International Meeting for Autism Research: Maternal Input Correlates with Wh-Question Comprehension in Young Children with Autism

Maternal Input Correlates with Wh-Question Comprehension in Young Children with Autism

Thursday, May 20, 2010
Franklin Hall B Level 4 (Philadelphia Marriott Downtown)
9:00 AM
A. Goodwin , Psychology, University of Connecticut, Storrs, CT
J. Piotroski , Psychology, University of Connecticut, Storrs, CT
G. Jaffery , Psychology, University of Connecticut, Storrs, CT
D. A. Fein , Department of Psychology, University of Connecticut, Storrs, CT
L. Naigles , Department of Psychology, University of Connecticut, Storrs, CT
Background: Wh-questions play a central role in many social interactions. However, these forms are often absent from the speech of young children with autism (ASD), and are challenging for them to understand (Naigles et al., 2008). Recent studies have reported that variation in maternal linguistic input correlates significantly with variation in subsequent speech production (word use, MLU) of children with ASD (Swensen et al., 2007); the current research investigates whether such correlations might be found with children's language comprehension in general, and with their grasp of Wh-questions, in particular. The current research is part of a longitudinal language study in which children with ASD are visited every four months across a 3-year time span. This report includes maternal input from visits 1 and 2, and comprehension data from visits 3 and 4.

Objectives: We investigated the comprehension of subject- and object-Wh-questions in 3-year-old children with autism. We then correlated their comprehension scores with maternal input measures from earlier visits.

Methods: At visit 1, the children had a mean age of 33 months, had begun intensive ABA therapy, and produced 27% of the words on the MacArthur CDI checklist. At Visit 3, they averaged 45 months and produced 45% of the words on the CDI. Mothers and children participated in 30-minute semi-structured play sessions at each visit. Maternal Wh-questions during the sessions were coded for various linguistic features. At visits 3-4, children watched a Wh-question video in an Intermodal Preferential Looking paradigm. This video showed ‘hitting' events (e.g., an apple hitting a flower), followed by test trials in which the apple and flower were shown on separate screens. Three types of Wh-questions were tested: Object questions (“What did the apple hit?”), Subject questions (“What hit the flower?”) and Where questions (“Where is the apple?”). Children's eye movements were recorded and coded off-line to assess comprehension.

Results: Approximately 11% of maternal utterances at these visits were Wh-questions; 60% of these included the copula as the main verb (e.g., “What's this? Where is the cookie?”). Many significant correlations were found between maternal input at visits 1 and 2 and later comprehension by their children; we report only the ones that were still robust once maternal MLU and child vocabulary were partialled out. Maternal speech forms that correlated negatively with later child Wh-question comprehension included Wh-questions with the copula as the main verb, and Wh-questions that repeatedly used the same few verbs (e.g., want, see, have). Maternal forms of speech that correlated positively with later child Wh-question comprehension included questions with inverted auxiliaries (e.g., “What did she eat?” rather than “What I'm going to do?”) and those with content-rich verbs (e.g., build, eat).

Conclusions: Wh-question acquisition in children with ASD appears to progress more slowly when their input consists more heavily of Wh-questions with the copular “be” than Wh-questions with a wide variety of content-rich verbs. Moreover, good examples of Wh-questions (e.g., with inverted auxiliaries) also seem beneficial. Thus, some kinds of input seem especially accessible to children with ASD for learning about Wh-questions.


# REQUIRED WORK:
Output the data once more, exactly as given.

# Collected data:
Start of Block

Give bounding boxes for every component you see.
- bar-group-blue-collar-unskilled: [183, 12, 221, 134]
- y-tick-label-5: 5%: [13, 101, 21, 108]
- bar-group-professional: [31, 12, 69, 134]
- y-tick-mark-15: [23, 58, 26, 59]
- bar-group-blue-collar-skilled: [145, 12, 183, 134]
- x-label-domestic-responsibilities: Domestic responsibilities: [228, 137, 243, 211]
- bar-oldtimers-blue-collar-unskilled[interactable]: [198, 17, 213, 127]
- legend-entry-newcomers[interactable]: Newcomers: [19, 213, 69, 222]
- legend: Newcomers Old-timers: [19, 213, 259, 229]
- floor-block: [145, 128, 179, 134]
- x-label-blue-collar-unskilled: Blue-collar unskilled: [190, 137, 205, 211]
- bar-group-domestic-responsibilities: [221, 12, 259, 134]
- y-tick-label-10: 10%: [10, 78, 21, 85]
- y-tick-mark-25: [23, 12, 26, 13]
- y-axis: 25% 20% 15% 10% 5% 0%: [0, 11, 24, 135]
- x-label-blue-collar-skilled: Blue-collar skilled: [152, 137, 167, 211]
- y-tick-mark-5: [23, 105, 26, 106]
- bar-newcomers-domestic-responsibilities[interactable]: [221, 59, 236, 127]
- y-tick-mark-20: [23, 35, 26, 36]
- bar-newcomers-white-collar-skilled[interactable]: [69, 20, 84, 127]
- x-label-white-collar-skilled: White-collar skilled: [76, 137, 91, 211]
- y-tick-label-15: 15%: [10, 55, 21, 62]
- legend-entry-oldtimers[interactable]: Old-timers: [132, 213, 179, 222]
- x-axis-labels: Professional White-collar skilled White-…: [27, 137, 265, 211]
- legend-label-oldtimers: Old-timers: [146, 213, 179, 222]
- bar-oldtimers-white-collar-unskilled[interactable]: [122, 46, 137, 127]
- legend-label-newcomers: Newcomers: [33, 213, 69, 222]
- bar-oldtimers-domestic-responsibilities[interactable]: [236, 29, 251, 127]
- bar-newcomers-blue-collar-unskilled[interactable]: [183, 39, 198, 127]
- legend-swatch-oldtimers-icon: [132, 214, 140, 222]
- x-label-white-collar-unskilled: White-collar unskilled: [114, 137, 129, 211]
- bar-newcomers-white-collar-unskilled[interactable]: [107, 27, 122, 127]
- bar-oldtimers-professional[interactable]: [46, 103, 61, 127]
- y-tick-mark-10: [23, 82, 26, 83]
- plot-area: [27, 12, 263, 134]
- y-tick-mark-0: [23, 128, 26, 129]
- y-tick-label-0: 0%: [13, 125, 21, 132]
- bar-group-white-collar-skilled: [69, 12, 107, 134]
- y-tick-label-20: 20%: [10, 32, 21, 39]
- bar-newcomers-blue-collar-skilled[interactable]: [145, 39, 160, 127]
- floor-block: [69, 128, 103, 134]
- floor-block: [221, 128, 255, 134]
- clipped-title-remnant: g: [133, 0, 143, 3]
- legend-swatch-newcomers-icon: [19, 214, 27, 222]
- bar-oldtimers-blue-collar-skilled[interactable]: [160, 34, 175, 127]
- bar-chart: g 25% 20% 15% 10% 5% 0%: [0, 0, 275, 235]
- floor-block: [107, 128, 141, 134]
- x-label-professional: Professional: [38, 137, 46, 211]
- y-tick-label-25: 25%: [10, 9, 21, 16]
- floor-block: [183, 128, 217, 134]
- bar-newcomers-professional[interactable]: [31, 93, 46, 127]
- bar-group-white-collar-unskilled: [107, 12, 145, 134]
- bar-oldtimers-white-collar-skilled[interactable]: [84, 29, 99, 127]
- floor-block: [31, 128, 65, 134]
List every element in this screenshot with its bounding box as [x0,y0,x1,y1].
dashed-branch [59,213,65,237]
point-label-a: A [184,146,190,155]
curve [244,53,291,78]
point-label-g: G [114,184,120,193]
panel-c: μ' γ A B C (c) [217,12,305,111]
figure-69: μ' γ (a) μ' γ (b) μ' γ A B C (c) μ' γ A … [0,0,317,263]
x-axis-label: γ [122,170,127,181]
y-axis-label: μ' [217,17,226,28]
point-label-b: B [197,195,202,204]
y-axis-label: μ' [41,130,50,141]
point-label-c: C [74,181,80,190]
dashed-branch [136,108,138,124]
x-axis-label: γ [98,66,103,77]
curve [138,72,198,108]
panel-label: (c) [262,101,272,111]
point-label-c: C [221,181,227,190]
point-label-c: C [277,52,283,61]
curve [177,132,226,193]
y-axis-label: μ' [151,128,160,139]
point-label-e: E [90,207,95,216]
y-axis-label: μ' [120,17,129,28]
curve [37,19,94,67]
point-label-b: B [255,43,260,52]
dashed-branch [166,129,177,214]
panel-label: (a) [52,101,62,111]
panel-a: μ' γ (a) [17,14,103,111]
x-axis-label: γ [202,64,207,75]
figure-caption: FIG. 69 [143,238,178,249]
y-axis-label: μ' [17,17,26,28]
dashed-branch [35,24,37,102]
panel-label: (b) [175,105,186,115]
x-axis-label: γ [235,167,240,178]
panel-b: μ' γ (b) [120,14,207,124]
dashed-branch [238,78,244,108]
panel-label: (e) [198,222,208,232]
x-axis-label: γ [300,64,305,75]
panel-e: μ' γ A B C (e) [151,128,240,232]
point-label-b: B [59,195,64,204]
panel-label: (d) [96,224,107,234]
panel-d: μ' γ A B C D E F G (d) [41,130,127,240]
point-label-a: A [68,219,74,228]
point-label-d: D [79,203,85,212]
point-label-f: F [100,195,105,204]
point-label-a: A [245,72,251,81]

End of Block

# RESPONSE:
Give bounding boxes for every component you see.
- bar-group-blue-collar-unskilled: [183, 12, 221, 134]
- y-tick-label-5: 5%: [13, 101, 21, 108]
- bar-group-professional: [31, 12, 69, 134]
- y-tick-mark-15: [23, 58, 26, 59]
- bar-group-blue-collar-skilled: [145, 12, 183, 134]
- x-label-domestic-responsibilities: Domestic responsibilities: [228, 137, 243, 211]
- bar-oldtimers-blue-collar-unskilled[interactable]: [198, 17, 213, 127]
- legend-entry-newcomers[interactable]: Newcomers: [19, 213, 69, 222]
- legend: Newcomers Old-timers: [19, 213, 259, 229]
- floor-block: [145, 128, 179, 134]
- x-label-blue-collar-unskilled: Blue-collar unskilled: [190, 137, 205, 211]
- bar-group-domestic-responsibilities: [221, 12, 259, 134]
- y-tick-label-10: 10%: [10, 78, 21, 85]
- y-tick-mark-25: [23, 12, 26, 13]
- y-axis: 25% 20% 15% 10% 5% 0%: [0, 11, 24, 135]
- x-label-blue-collar-skilled: Blue-collar skilled: [152, 137, 167, 211]
- y-tick-mark-5: [23, 105, 26, 106]
- bar-newcomers-domestic-responsibilities[interactable]: [221, 59, 236, 127]
- y-tick-mark-20: [23, 35, 26, 36]
- bar-newcomers-white-collar-skilled[interactable]: [69, 20, 84, 127]
- x-label-white-collar-skilled: White-collar skilled: [76, 137, 91, 211]
- y-tick-label-15: 15%: [10, 55, 21, 62]
- legend-entry-oldtimers[interactable]: Old-timers: [132, 213, 179, 222]
- x-axis-labels: Professional White-collar skilled White-…: [27, 137, 265, 211]
- legend-label-oldtimers: Old-timers: [146, 213, 179, 222]
- bar-oldtimers-white-collar-unskilled[interactable]: [122, 46, 137, 127]
- legend-label-newcomers: Newcomers: [33, 213, 69, 222]
- bar-oldtimers-domestic-responsibilities[interactable]: [236, 29, 251, 127]
- bar-newcomers-blue-collar-unskilled[interactable]: [183, 39, 198, 127]
- legend-swatch-oldtimers-icon: [132, 214, 140, 222]
- x-label-white-collar-unskilled: White-collar unskilled: [114, 137, 129, 211]
- bar-newcomers-white-collar-unskilled[interactable]: [107, 27, 122, 127]
- bar-oldtimers-professional[interactable]: [46, 103, 61, 127]
- y-tick-mark-10: [23, 82, 26, 83]
- plot-area: [27, 12, 263, 134]
- y-tick-mark-0: [23, 128, 26, 129]
- y-tick-label-0: 0%: [13, 125, 21, 132]
- bar-group-white-collar-skilled: [69, 12, 107, 134]
- y-tick-label-20: 20%: [10, 32, 21, 39]
- bar-newcomers-blue-collar-skilled[interactable]: [145, 39, 160, 127]
- floor-block: [69, 128, 103, 134]
- floor-block: [221, 128, 255, 134]
- clipped-title-remnant: g: [133, 0, 143, 3]
- legend-swatch-newcomers-icon: [19, 214, 27, 222]
- bar-oldtimers-blue-collar-skilled[interactable]: [160, 34, 175, 127]
- bar-chart: g 25% 20% 15% 10% 5% 0%: [0, 0, 275, 235]
- floor-block: [107, 128, 141, 134]
- x-label-professional: Professional: [38, 137, 46, 211]
- y-tick-label-25: 25%: [10, 9, 21, 16]
- floor-block: [183, 128, 217, 134]
- bar-newcomers-professional[interactable]: [31, 93, 46, 127]
- bar-group-white-collar-unskilled: [107, 12, 145, 134]
- bar-oldtimers-white-collar-skilled[interactable]: [84, 29, 99, 127]
- floor-block: [31, 128, 65, 134]
List every element in this screenshot with its bounding box as [x0,y0,x1,y1].
dashed-branch [59,213,65,237]
point-label-a: A [184,146,190,155]
curve [244,53,291,78]
point-label-g: G [114,184,120,193]
panel-c: μ' γ A B C (c) [217,12,305,111]
figure-69: μ' γ (a) μ' γ (b) μ' γ A B C (c) μ' γ A … [0,0,317,263]
x-axis-label: γ [122,170,127,181]
y-axis-label: μ' [217,17,226,28]
point-label-b: B [197,195,202,204]
y-axis-label: μ' [41,130,50,141]
point-label-c: C [74,181,80,190]
dashed-branch [136,108,138,124]
x-axis-label: γ [98,66,103,77]
curve [138,72,198,108]
panel-label: (c) [262,101,272,111]
point-label-c: C [221,181,227,190]
point-label-c: C [277,52,283,61]
curve [177,132,226,193]
y-axis-label: μ' [151,128,160,139]
point-label-e: E [90,207,95,216]
y-axis-label: μ' [120,17,129,28]
curve [37,19,94,67]
point-label-b: B [255,43,260,52]
dashed-branch [166,129,177,214]
panel-label: (a) [52,101,62,111]
panel-a: μ' γ (a) [17,14,103,111]
x-axis-label: γ [202,64,207,75]
figure-caption: FIG. 69 [143,238,178,249]
y-axis-label: μ' [17,17,26,28]
dashed-branch [35,24,37,102]
panel-label: (b) [175,105,186,115]
x-axis-label: γ [235,167,240,178]
panel-b: μ' γ (b) [120,14,207,124]
dashed-branch [238,78,244,108]
panel-label: (e) [198,222,208,232]
x-axis-label: γ [300,64,305,75]
panel-e: μ' γ A B C (e) [151,128,240,232]
point-label-b: B [59,195,64,204]
panel-label: (d) [96,224,107,234]
panel-d: μ' γ A B C D E F G (d) [41,130,127,240]
point-label-a: A [68,219,74,228]
point-label-d: D [79,203,85,212]
point-label-f: F [100,195,105,204]
point-label-a: A [245,72,251,81]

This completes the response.